The question is everywhere these days: how do we navigate the ever-expanding body of information available online?
Reify Media recently got to engage that question while creating the National Humanities Center’s first online course, Humanities in Class: Digital Literacy in the Classroom. The goal of the project was to create a new online course for teachers, one that offered teachers a space to create lesson plans and assignments related to digital literacy.
A Course Made for Educators
Our team worked directly with NHC to shape the course from the ground up, writing its learning objectives, syllabus, and course assignments.
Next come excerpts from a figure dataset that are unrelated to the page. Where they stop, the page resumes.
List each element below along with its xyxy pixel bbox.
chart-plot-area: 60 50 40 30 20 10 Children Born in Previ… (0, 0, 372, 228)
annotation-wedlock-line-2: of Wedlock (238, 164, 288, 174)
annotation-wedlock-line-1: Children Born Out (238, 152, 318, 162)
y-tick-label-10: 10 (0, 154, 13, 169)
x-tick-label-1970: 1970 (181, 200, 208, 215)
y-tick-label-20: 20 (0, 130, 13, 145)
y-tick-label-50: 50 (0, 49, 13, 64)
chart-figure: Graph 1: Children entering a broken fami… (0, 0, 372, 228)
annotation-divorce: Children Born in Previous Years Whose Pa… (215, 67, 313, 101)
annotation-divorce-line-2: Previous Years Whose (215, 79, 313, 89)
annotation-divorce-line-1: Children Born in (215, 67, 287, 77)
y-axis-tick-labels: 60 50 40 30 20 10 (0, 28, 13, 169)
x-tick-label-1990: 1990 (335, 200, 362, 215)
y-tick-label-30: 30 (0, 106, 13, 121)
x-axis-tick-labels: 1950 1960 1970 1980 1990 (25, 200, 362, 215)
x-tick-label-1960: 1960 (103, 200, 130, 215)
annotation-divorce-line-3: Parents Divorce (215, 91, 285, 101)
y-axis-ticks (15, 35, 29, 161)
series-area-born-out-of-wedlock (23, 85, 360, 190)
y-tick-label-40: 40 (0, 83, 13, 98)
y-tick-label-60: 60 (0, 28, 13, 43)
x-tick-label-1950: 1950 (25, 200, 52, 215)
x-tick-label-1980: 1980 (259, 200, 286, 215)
We focused on supporting interaction; we knew the course would be offered online to teachers, but we wanted to help the participating educators to share ideas, collaborate, and peer review.
As the teachers work through the course’s assignments and forums, they will steadily build a set of lesson plans to bring to life in their own classrooms. To build those plans, they are first asked to explore the history of media literacy, starting far before the digital age (through primary documents, such as The Alien and Sedition Acts of 1798) and working all the way up to today (by combing through online news stories that just broke that morning).
The Payoff for Classrooms
Teachers get to engage with the online content–really, play with it–in ways that encourage critical thinking and make space for creativity. The assignments are sleeves-up, the forums are interactive, and we are certain that teachers will translate that energy to classrooms across the US.
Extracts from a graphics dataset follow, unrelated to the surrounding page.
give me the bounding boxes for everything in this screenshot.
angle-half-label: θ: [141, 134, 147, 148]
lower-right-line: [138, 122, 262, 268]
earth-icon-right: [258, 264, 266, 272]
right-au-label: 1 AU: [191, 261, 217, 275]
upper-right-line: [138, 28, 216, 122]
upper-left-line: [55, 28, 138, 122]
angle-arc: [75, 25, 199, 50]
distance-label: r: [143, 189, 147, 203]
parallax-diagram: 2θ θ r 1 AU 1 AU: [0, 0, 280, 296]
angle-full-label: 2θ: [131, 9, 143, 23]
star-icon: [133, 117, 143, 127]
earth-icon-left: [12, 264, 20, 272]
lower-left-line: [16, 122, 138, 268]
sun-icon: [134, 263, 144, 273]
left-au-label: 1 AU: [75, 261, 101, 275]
Teachers who complete the course will have a unique opportunity to develop digital-literacy-focused learning plans for their classrooms, giving NHC’s course immediate impact in our K-12 classrooms.
NHC: What’s Next
NHC, headquartered on a beautiful, forested campus in RTP, is renowned for their world-class humanities research and their engaging, and well-researched scholar-led webinars. But Digital Literacy in the Classroom, which begins this month, is their first step in their plan to create toward a robust library of online courses.
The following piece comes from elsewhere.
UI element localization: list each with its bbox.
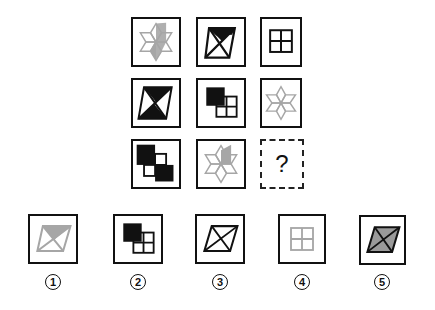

Reify Media also helped NHC to build a Moodle space for the course. And since the Moodle space is scalable, NHC will be able to—with the help of their incredible in-house technical staff—add many other courses to the space in the future.
Reify president and founder, Dr. Sarah Glova, commented, “We need to be critical consumers of what we read and watch… but of course, that was true long before information was digitized. Now we just have access to more information, which makes digital literacy such an important topic for teachers to feel confident sharing with their students.”
This timeless-but-right-on-time quality, combined with the opportunity to work alongside content experts and scholars, made this project a real treat for the team at Reify Media.
We can’t wait to see what’s next from NHC!